Nelirikk came to attention and glared into the soldier’s stoic face. “Captain Miri Robertson accepts only the bravest and most skilled into her troop,” he snarled, taking up his cue with a will. “This is the captain who attaches a scout to her troop!
This
is the captain who keeps an explorer as her aide! The captain who broke the back of the Fourteenth!”

“Show yourselves,” Daav ordered the bushes, and swept forward in a graceful lunge. He came up holding the long arm at ready. “Or die.”

Still the bushes were silent, the branches melting away from the one who came forward, hands out and empty.

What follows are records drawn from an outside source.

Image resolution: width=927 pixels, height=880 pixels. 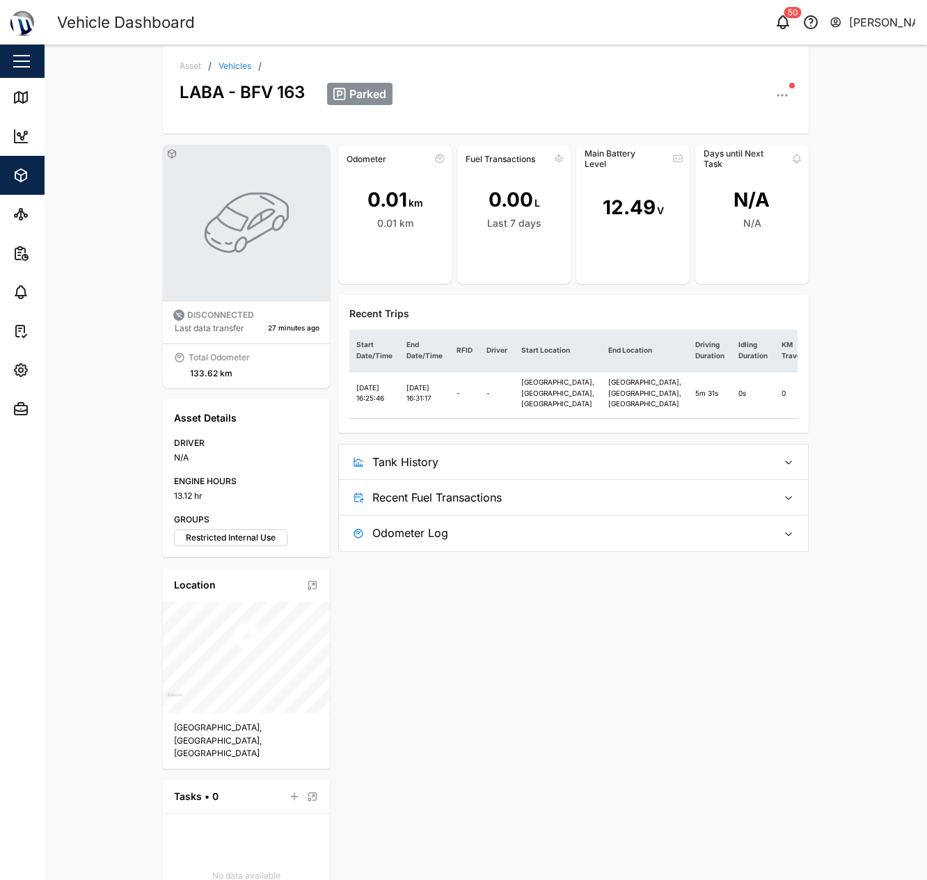 What do you see at coordinates (740, 159) in the screenshot?
I see `div: Days until Next Task` at bounding box center [740, 159].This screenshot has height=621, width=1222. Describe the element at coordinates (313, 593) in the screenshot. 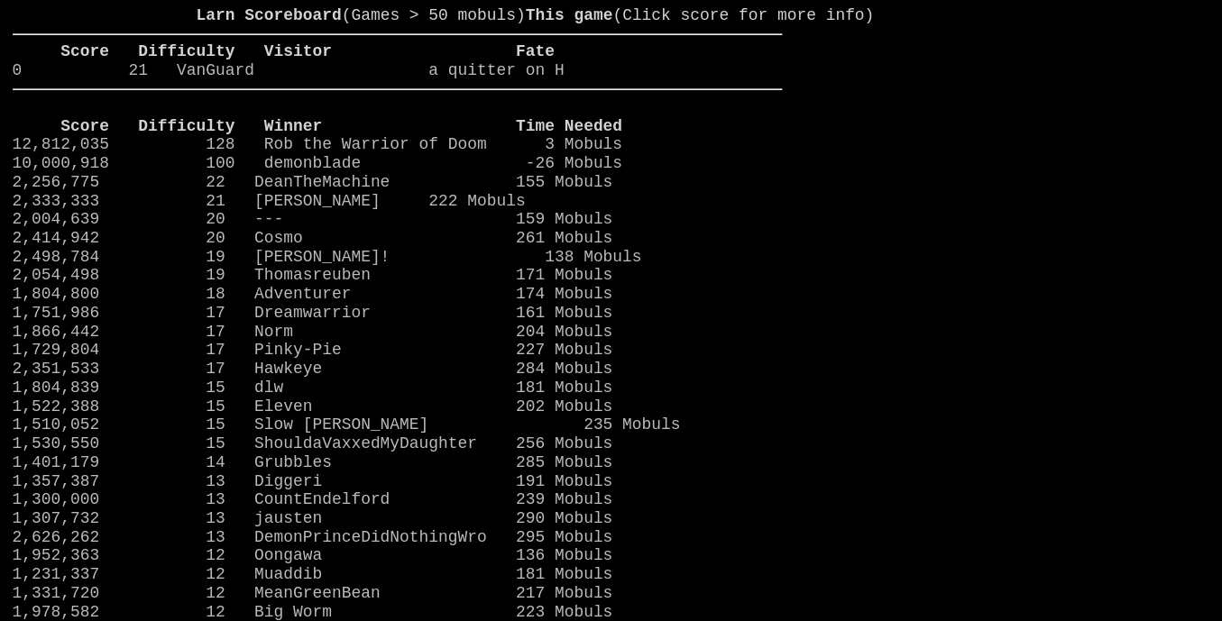

I see `a: 1,331,720 12 MeanGreenBean 217 Mobuls` at that location.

“There is one who is wounded,” she said and looked over the scout’s head to Nelirikk. He read the mark of an explorer on her cheek with a feeling of inevitability. Of course: A mere Rifle infiltrate the first line of guard, intent on giving his battle oath to Captain Miri Robertson? Common Troop did not behave—could not behave—in a manner so contrary to command. An explorer, however, like a scout, was required to think beyond the boundaries of the common. An explorer, like a scout, could easily claim the service of a Rifle, who would no more question her commands than he would the commands of any other officer.

“Hold!” he snapped at Daav, but the scout had already lain the rifle down.

“I do not shoot scouts,” he said in calm Liaden. “Unless they give me cause.”

The explorer looked down at him. “No cause,” she returned, her Liaden halting and modeless. “Wounded, one’s senior. Wounded—” She moved her hands in frustration and looked again to Nelirikk. “He is at glory’s gate,” she finished, in Troop tongue.

“Shadia?” Daav said quietly to the bushes.

“Here, Captain Daav,” the youngest scout’s voice came from the bushes at the explorer’s back, a bit breathless in the Liaden mode called ‘Comrade’. “He doesn’t look the picture of health, truth told.” There was a pause and a low groan. The explorer twitched, and stilled, her eyes down turned.

“Tell the sentry to send for a field ’doc,” Shadia said flatly. “This man’s dying.”